Note: If you just want to check out a version of develop to test something use git checkout origin/develop. This creates a "headless" branch of develop for testing purposes. If you decide you want to keep those changes you can use git checkout -b <my-feature-branch> and it will save your changes to a new feature branch.

Now you are ready to code. The recommended workflow looks something like

  1. git checkout -b <my-feature-branch> origin/develop
  2. code
  3. git commit -a
  4. git pull origin/develop
  5. fix merge conflicts, if any, and commit changes
  6. git push personal <my-feature-branch>
  7. repeat

In particular you should be wary about pulling anything other than the tracking branch (e.g. origin/develop) into your feature branch. Ideally after your code is pulled into openwebwork its network graph should either be a "loop" or a "ladder".

origin/develop ----------------------------o
                           \              /
                            \            /
personal/my-feature-branch   o-----o----o
origin/develop ---------------o--o---------o-o-------------o
                           \          \         \         /
                            \          \         \       /
personal/my-feature-branch   o-----o----o--o------o--o--o

Here the last diagonal line represents the final merge of the feature branch into the target branch.

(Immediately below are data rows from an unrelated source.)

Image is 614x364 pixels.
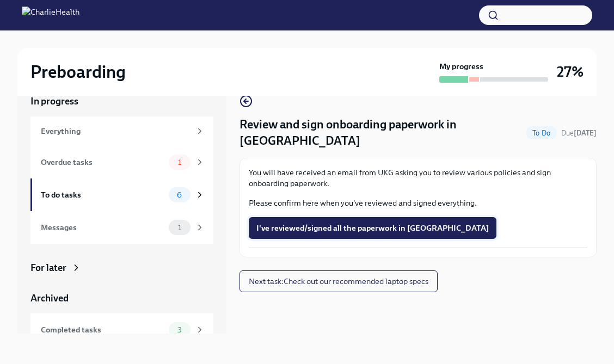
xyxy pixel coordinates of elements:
button: Next task:Check out our recommended laptop specs [240,271,438,292]
h2: Preboarding [30,61,126,83]
button: I've reviewed/signed all the paperwork in [GEOGRAPHIC_DATA] [249,217,497,239]
a: In progress [30,95,213,108]
span: I've reviewed/signed all the paperwork in [GEOGRAPHIC_DATA] [256,223,489,234]
span: 1 [171,158,188,167]
h4: Review and sign onboarding paperwork in [GEOGRAPHIC_DATA] [240,116,522,149]
span: To Do [526,129,557,137]
strong: My progress [439,61,483,72]
a: Everything [30,116,213,146]
div: Overdue tasks [41,156,164,168]
a: Messages1 [30,211,213,244]
div: For later [30,261,67,275]
strong: [DATE] [574,129,596,137]
a: Archived [30,292,213,305]
a: To do tasks6 [30,179,213,211]
span: 3 [171,326,188,334]
div: Messages [41,221,164,234]
div: To do tasks [41,189,164,201]
span: Due [561,129,596,137]
p: You will have received an email from UKG asking you to review various policies and sign onboardin... [249,167,587,189]
span: 1 [171,224,188,232]
a: For later [30,261,213,275]
h3: 27% [557,62,584,82]
span: 6 [171,191,188,199]
span: September 21st, 2025 07:00 [561,128,596,138]
a: Overdue tasks1 [30,146,213,179]
span: Next task : Check out our recommended laptop specs [249,276,428,287]
img: CharlieHealth [22,6,79,24]
div: Completed tasks [41,324,164,336]
p: Please confirm here when you've reviewed and signed everything. [249,197,587,209]
div: Everything [41,125,190,137]
a: Completed tasks3 [30,314,213,346]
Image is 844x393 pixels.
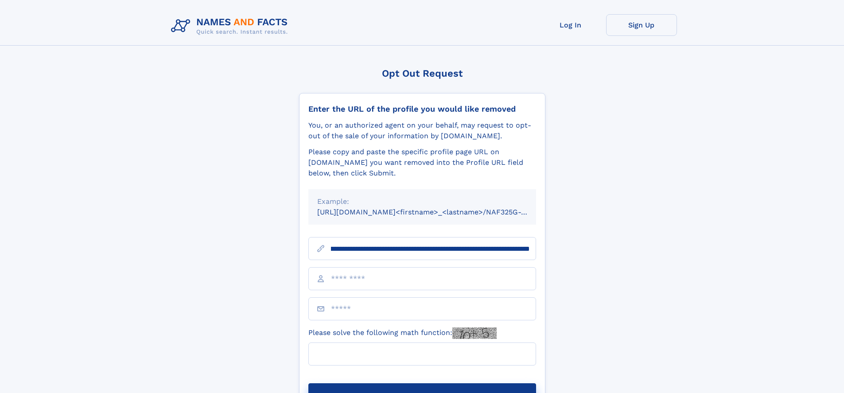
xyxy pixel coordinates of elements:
[606,14,677,36] a: Sign Up
[535,14,606,36] a: Log In
[308,120,536,141] div: You, or an authorized agent on your behalf, may request to opt-out of the sale of your informatio...
[308,147,536,178] div: Please copy and paste the specific profile page URL on [DOMAIN_NAME] you want removed into the Pr...
[308,327,497,339] label: Please solve the following math function:
[317,196,527,207] div: Example:
[308,104,536,114] div: Enter the URL of the profile you would like removed
[299,68,545,79] div: Opt Out Request
[167,14,295,38] img: Logo Names and Facts
[317,208,553,216] small: [URL][DOMAIN_NAME]<firstname>_<lastname>/NAF325G-xxxxxxxx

The most strict version of this policy is that your feature branch is only allowed to pull its tracking branch. It should not have any other branches merged into it and it should not be merged into other branches. This is more restrictive than is absolutely necessary, but it is very safe. If you do decide to merge your branch into something else, or merge something else into it, keep the following in mind:

  • If you merge a branch from origin other than your tracking branch into your feature branch, then your feature branch will not be able to be merged into openwebwork anymore. I.E. If you based your feature branch off origin/develop then you cannot pull origin/master or origin/release/x.y into your feature branch.
  • If you merge another feature branch which is tracking a branch different than your current feature branch, then your feature branch will not be able to be integrated into openwebwork anymore. I.E. If you have feature-a which is tracking origin/develop then you cannot pull feature-b into feature-a if feature-b is tracking origin/master.
  • You can merge two feature branches which are both tracking the same branch in origin, but it makes life more difficult for the person evaluating the pull request, so have a good reason for doing so.

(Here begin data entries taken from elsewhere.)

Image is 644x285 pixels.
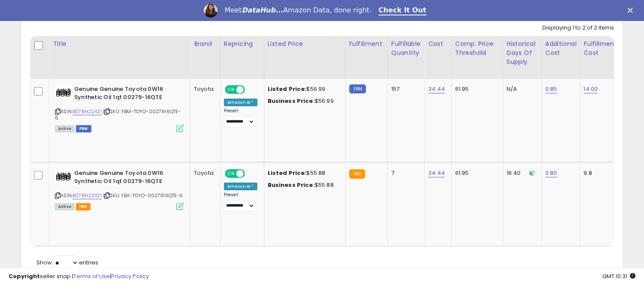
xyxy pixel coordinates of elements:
[545,40,577,58] div: Additional Cost
[268,97,315,105] b: Business Price:
[455,169,497,177] div: 61.95
[628,8,636,13] div: Close
[55,169,72,182] img: 41Wg6f8u-pL._SL40_.jpg
[226,170,237,177] span: ON
[268,40,342,49] div: Listed Price
[602,272,635,280] span: 2025-08-18 10:31 GMT
[584,169,614,177] div: 9.8
[73,108,102,115] a: B078H22421
[55,108,181,121] span: | SKU: FBM-TOYO-0027916QTE-6
[9,273,149,281] div: seller snap | |
[9,272,40,280] strong: Copyright
[224,6,372,15] div: Meet Amazon Data, done right.
[36,258,98,266] span: Show: entries
[455,85,497,93] div: 61.95
[268,97,339,105] div: $56.99
[76,125,92,132] span: FBM
[55,203,75,211] span: All listings currently available for purchase on Amazon
[73,272,110,280] a: Terms of Use
[103,192,183,199] span: | SKU: FBA-TOYO-0027916QTE-6
[507,85,535,93] div: N/A
[224,40,260,49] div: Repricing
[391,40,421,58] div: Fulfillable Quantity
[76,203,91,211] span: FBA
[268,85,339,93] div: $56.99
[349,84,366,93] small: FBM
[545,85,557,93] a: 0.85
[244,170,258,177] span: OFF
[204,4,218,18] img: Profile image for Georgie
[224,183,258,190] div: Amazon AI *
[55,85,184,131] div: ASIN:
[391,85,418,93] div: 157
[194,40,217,49] div: Brand
[545,169,557,177] a: 0.80
[349,169,365,179] small: FBA
[391,169,418,177] div: 7
[349,40,384,49] div: Fulfillment
[378,6,426,15] a: Check It Out
[268,181,339,189] div: $55.88
[55,85,72,98] img: 41Wg6f8u-pL._SL40_.jpg
[74,85,178,103] b: Genuine Genuine Toyota 0W16 Synthetic Oil 1qt 00279-16QTE
[428,85,445,93] a: 34.44
[507,40,538,66] div: Historical Days Of Supply
[542,24,614,32] div: Displaying 1 to 2 of 2 items
[194,85,214,93] div: Toyota
[455,40,499,58] div: Comp. Price Threshold
[53,40,187,49] div: Title
[268,85,307,93] b: Listed Price:
[584,85,598,93] a: 14.00
[428,169,445,177] a: 34.44
[224,192,258,211] div: Preset:
[507,169,535,177] div: 16.40
[111,272,149,280] a: Privacy Policy
[55,169,184,209] div: ASIN:
[268,169,339,177] div: $55.88
[244,86,258,93] span: OFF
[584,40,617,58] div: Fulfillment Cost
[268,169,307,177] b: Listed Price:
[268,181,315,189] b: Business Price:
[55,125,75,132] span: All listings currently available for purchase on Amazon
[241,6,283,14] i: DataHub...
[224,99,258,106] div: Amazon AI *
[74,169,178,187] b: Genuine Genuine Toyota 0W16 Synthetic Oil 1qt 00279-16QTE
[73,192,102,199] a: B078H22421
[194,169,214,177] div: Toyota
[224,108,258,127] div: Preset:
[428,40,448,49] div: Cost
[226,86,237,93] span: ON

Keeping all of your changes in their own feature branches helps keep different features and different changes separate. You can work on your experimental new student view in one branch, bugfix a previous contribution in another branch, and apply a quick hotfix to master in a third. This does mean your local machine fills up with feature branches, though. You can delete branches that have already been merged with git branch -d <my-feature-branch>.